I guess everything can be regarded as different aspects of the same thing because of this conviction we have that the same laws of physics can be used to describe everything in the universe. Clearly it's not very useful to do that. We have to have different quantities with different units of measurement.Yes, obviously the two terms are defined differently in science. I was merely showing how, philosophically speaking, they can be reduced to two different aspects of the same thing.
You probably think I'm being pedantic but I wouldn't use the term "potential force". Just "potential energy".When this Something is active and manifest to our senses, we say "a force is acting" or "a force is being applied", and when this Something is not being manifest to our senses, but we are referring to it conceptually, we speak about "energy". If a certain quantity of energy is said to be present, then a certain amount of potential force is also said to be present.
As suggested by A Poster He Or I in post #2, I don't think they're talking about energy in any classically recognizable sense at all. It's just a label that is convenient for now. It may turn out to be useful to continue to think of it as analogous to the mass/energy concept that we're more familiar with.
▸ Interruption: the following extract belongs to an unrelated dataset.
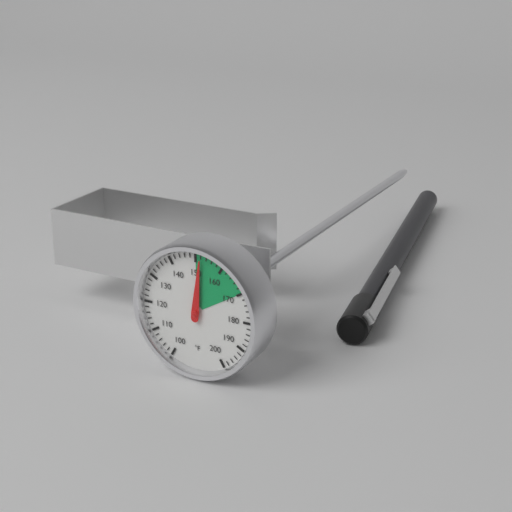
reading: 152 °F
It may not. It'll probably continue to be referred to as "dark energy" even if not. Labels stick.The idea is that when scientists speak of "dark energy", they are merely referring to the energy that theoretically must be present in order for the force of accelerating expansion to be applicable, which it apparently is. Just like mass (E=MC2) is the "energy" which also must theoretically exist in order for the force of gravity to be applicable, which it also apparently is.
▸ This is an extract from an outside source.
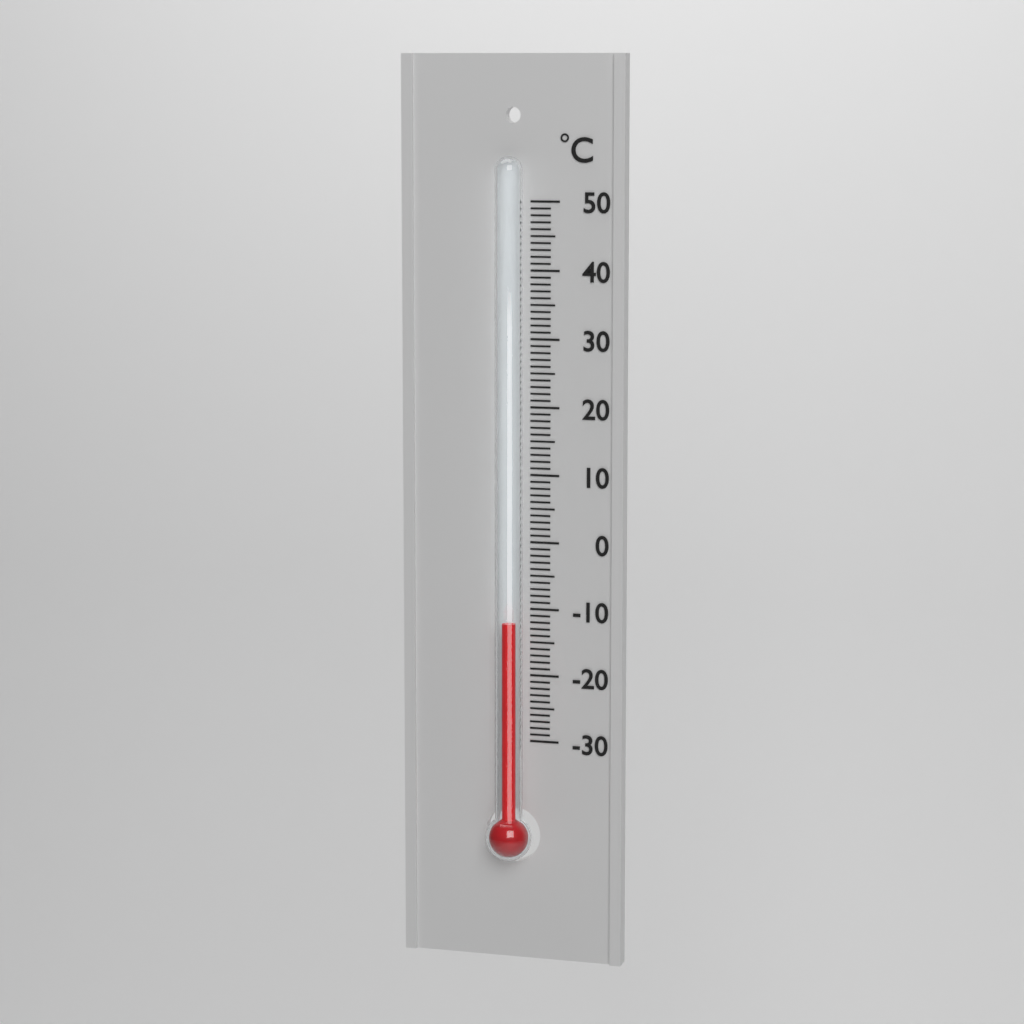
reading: -12 °C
I think physics is so steeped in metaphor that it can be easy to fall into the trap of taking things too literally. For example, we still talk about electric and magnetic "flux" when referring to electromagnetic fields as if those fields were a liquid that flows out from sources and into sinks. We talk about electrons and "holes" (the absence of electrons) in semiconductors and treat the holes as "things" like the electrons. We talk about quantum mechanical "spin" even though it bares only a metaphorical relationship to classical spin. We talk about the "curvature" of space-time. We envisage electrons around a nucleus as being like fuzzy versions of planets orbiting a star. All metaphors, originating in our need to get hold of an intuitive, visualizable sense of how things work and not just represent it as pure mathematics.
When the concept of energy, as it is understood in physics, was being formed, along with the laws of thermodynamics, it was also very much thought of as a kind of fluid that can flow from one place to another. This fluid, in the context of heat energy, even had a name: caloric.